Now you have a representative portfolio. Put it in a solon case with slip sheets between the prints, make an appointment, and visit a gallery. You just might get a date for a real show. If not, you at least have a nice portfolio and that’s a lot better than a Polycontrast box stuffed with wrinkled prints and surrounded by explanations. More importantly, you have created a coordinated body of work against the background of a deadline. You will have learned much in the process.
Don’t be upset by rejection. Considering some of the stuff accepted today, rejection could be a compliment. And it doesn’t matter; doing it is what matters. Alexander Calder said, ‘I have developed an attitude of indifference to the reception of my work which allows me to go about my business.’
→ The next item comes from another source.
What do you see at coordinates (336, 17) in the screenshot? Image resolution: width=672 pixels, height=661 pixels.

Follow through anyway. Hang the show in your living room, at the local High School, the ‘Y’, anywhere. My first one-man show was in a movie lobby and that was not a bad thing. Thousands of people saw it and I learned a lot and felt good about it. Seeing a body of your work together is a very worthwhile learning experience. Patterns can appear with embarrassing clarity or with indications of direction to explore. Single photographs can be turning points; three or four I’ve made have influenced all the work that followed. Your pictures, if made with direction and seriousness of purpose, can teach you if you will assemble them and spend time with them.”
Just reading Fred’s thoughts again is revving me up to get back to work on my other projects, and starting a few new ones!
I’m starting to feel a little better already!